Congratulations on making it this far. Our team put this guide together so you know exactly what to expect and how to put your best foot forward.
In an initial screening, you'll meet with a hiring manager to determine mutual fit and discuss your approach to product thinking, how you prioritize, and your experience shipping products. If we decide to move forward, your availability will be requested to meet with additional members of our team.
Your interview loop covers a GTM plan presentation and a career deep dive. Each session is designed to understand how you think about products and markets — not to test your ability to recite frameworks.
Three focused conversations designed to understand your craft, your thinking, and your potential as a teammate.
Get to know us while we get to know you. We'll talk shop, answer your questions, and explore your capabilities and interests to ensure the role is the right fit.
You'll present a go-to-market plan for a product of your choosing — past work or a hypothetical. We'll discuss your market analysis, positioning, launch strategy, and how you measure success. More detail below.
We'll cover how you budget your time, manage conflict, work with others, and navigate the balance between time, scope, and quality. Come prepared with real examples.
If our team is aligned that you'd be a great addition, an offer is extended. We move quickly.
This session evaluates your strategic thinking, market awareness, and ability to communicate a product vision. You'll present a go-to-market plan and we'll have a conversation about the decisions behind it.
Choose a product you know deeply — past work is ideal. We're evaluating the quality of your thinking, not the polish of your slides.
Find a quiet environment with a strong internet connection. Keep your phone on do not disturb. A clear mind is your most valuable tool.
Select a product you've launched or a strong hypothetical. Build a concise presentation covering market, positioning, strategy, and metrics. Expect 25 minutes of presentation followed by 35 minutes of discussion.
Be ready to discuss how you've measured product success in the past. Have specific numbers, not vague assertions. If you improved retention by 15%, know why and how.
You have a lot of companies to choose from. Think about what you're looking for and why our team resonates with you.
Don't solve problems in your head. Walking us through your reasoning lets us help if you're headed off-track — and you might find it's easier than you think.
Start your presentation with the problem you're solving and for whom. The best PMs anchor everything in user and market reality.
Quantify your impact wherever possible. Revenue, adoption, engagement, retention — show that you measure what matters and make decisions from data.
Getting stuck is perfectly fine. Step back, walk through what you have, and ask questions. Interviewers respect clarity-seeking.
The best presentations acknowledge what you chose not to do and why. Constraints shape strategy — show that you embrace them.
Show that you talk to customers, understand their workflows, and can translate their needs into product decisions. This is non-negotiable for PMs.
This is a two-way street. Prepare different questions for each interviewer — variety shows genuine curiosity. You might consider writing them down ahead of time.
Product management is a vast field — don't feel you need to know everything. These resources cover the fundamentals.
Marty Cagan's essential guide to product management and discovery
Practical product management advice from industry leaders
Ben Thompson's analysis of technology strategy and business models
Frameworks for thinking about growth, retention, and product strategy
Richard Rumelt's foundational book on what makes strategy effective
It never hurts to hear from an interview coach
The central foundation of our culture. We perform best in a high trust, low blame environment — and that's exactly what we build.
We hire incredibly talented people and give them autonomy in how teams organize and make decisions.
Despite being a distributed team, we believe the largest challenges ahead involve working closely together.
We are not family, but we only win when the team wins.
Altium prides itself in being a leader in innovation — pushing the boundaries of what's possible for electronics design teams.
We are all humans just typing on computers. Let's be real with each other.
There's a universe of things you could know — don't sweat it. Bring the best version of yourself forward, think clearly, communicate openly, and you'll be fine. We're rooting for you.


- **Work instructions**
Give back the records in their entirety, exactly.

Recorded data:
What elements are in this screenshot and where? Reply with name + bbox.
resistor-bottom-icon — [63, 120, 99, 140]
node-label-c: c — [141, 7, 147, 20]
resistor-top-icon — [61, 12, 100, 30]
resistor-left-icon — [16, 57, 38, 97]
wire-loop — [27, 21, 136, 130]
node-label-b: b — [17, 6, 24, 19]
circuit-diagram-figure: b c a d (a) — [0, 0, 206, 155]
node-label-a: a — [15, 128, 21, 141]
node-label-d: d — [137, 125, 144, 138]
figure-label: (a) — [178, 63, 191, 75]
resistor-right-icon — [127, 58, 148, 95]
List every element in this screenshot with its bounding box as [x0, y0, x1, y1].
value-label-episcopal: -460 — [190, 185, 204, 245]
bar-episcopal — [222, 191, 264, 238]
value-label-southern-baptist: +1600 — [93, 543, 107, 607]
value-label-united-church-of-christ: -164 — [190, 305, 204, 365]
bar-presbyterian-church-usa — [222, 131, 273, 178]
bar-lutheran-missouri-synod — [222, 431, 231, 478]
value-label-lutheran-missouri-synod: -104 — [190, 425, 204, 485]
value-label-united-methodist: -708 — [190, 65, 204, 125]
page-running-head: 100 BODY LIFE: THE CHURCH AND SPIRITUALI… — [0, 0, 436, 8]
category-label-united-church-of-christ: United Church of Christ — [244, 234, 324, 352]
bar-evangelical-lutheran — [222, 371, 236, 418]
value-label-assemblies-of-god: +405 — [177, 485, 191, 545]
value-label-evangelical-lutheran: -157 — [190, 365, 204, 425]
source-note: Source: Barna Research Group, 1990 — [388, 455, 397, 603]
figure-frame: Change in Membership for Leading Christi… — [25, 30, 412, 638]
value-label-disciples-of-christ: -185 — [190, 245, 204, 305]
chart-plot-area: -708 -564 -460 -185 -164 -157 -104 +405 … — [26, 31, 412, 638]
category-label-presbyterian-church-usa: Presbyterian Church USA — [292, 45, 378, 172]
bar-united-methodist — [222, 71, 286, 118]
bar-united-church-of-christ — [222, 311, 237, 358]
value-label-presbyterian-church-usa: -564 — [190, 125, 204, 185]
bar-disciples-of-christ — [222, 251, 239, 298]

- **Response to this exercise**
What elements are in this screenshot and where? Reply with name + bbox.
resistor-bottom-icon — [63, 120, 99, 140]
node-label-c: c — [141, 7, 147, 20]
resistor-top-icon — [61, 12, 100, 30]
resistor-left-icon — [16, 57, 38, 97]
wire-loop — [27, 21, 136, 130]
node-label-b: b — [17, 6, 24, 19]
circuit-diagram-figure: b c a d (a) — [0, 0, 206, 155]
node-label-a: a — [15, 128, 21, 141]
node-label-d: d — [137, 125, 144, 138]
figure-label: (a) — [178, 63, 191, 75]
resistor-right-icon — [127, 58, 148, 95]
List every element in this screenshot with its bounding box as [x0, y0, x1, y1].
value-label-episcopal: -460 — [190, 185, 204, 245]
bar-episcopal — [222, 191, 264, 238]
value-label-southern-baptist: +1600 — [93, 543, 107, 607]
value-label-united-church-of-christ: -164 — [190, 305, 204, 365]
bar-presbyterian-church-usa — [222, 131, 273, 178]
bar-lutheran-missouri-synod — [222, 431, 231, 478]
value-label-lutheran-missouri-synod: -104 — [190, 425, 204, 485]
value-label-united-methodist: -708 — [190, 65, 204, 125]
page-running-head: 100 BODY LIFE: THE CHURCH AND SPIRITUALI… — [0, 0, 436, 8]
category-label-united-church-of-christ: United Church of Christ — [244, 234, 324, 352]
bar-evangelical-lutheran — [222, 371, 236, 418]
value-label-assemblies-of-god: +405 — [177, 485, 191, 545]
value-label-evangelical-lutheran: -157 — [190, 365, 204, 425]
source-note: Source: Barna Research Group, 1990 — [388, 455, 397, 603]
figure-frame: Change in Membership for Leading Christi… — [25, 30, 412, 638]
value-label-disciples-of-christ: -185 — [190, 245, 204, 305]
chart-plot-area: -708 -564 -460 -185 -164 -157 -104 +405 … — [26, 31, 412, 638]
category-label-presbyterian-church-usa: Presbyterian Church USA — [292, 45, 378, 172]
bar-united-methodist — [222, 71, 286, 118]
bar-united-church-of-christ — [222, 311, 237, 358]
value-label-presbyterian-church-usa: -564 — [190, 125, 204, 185]
bar-disciples-of-christ — [222, 251, 239, 298]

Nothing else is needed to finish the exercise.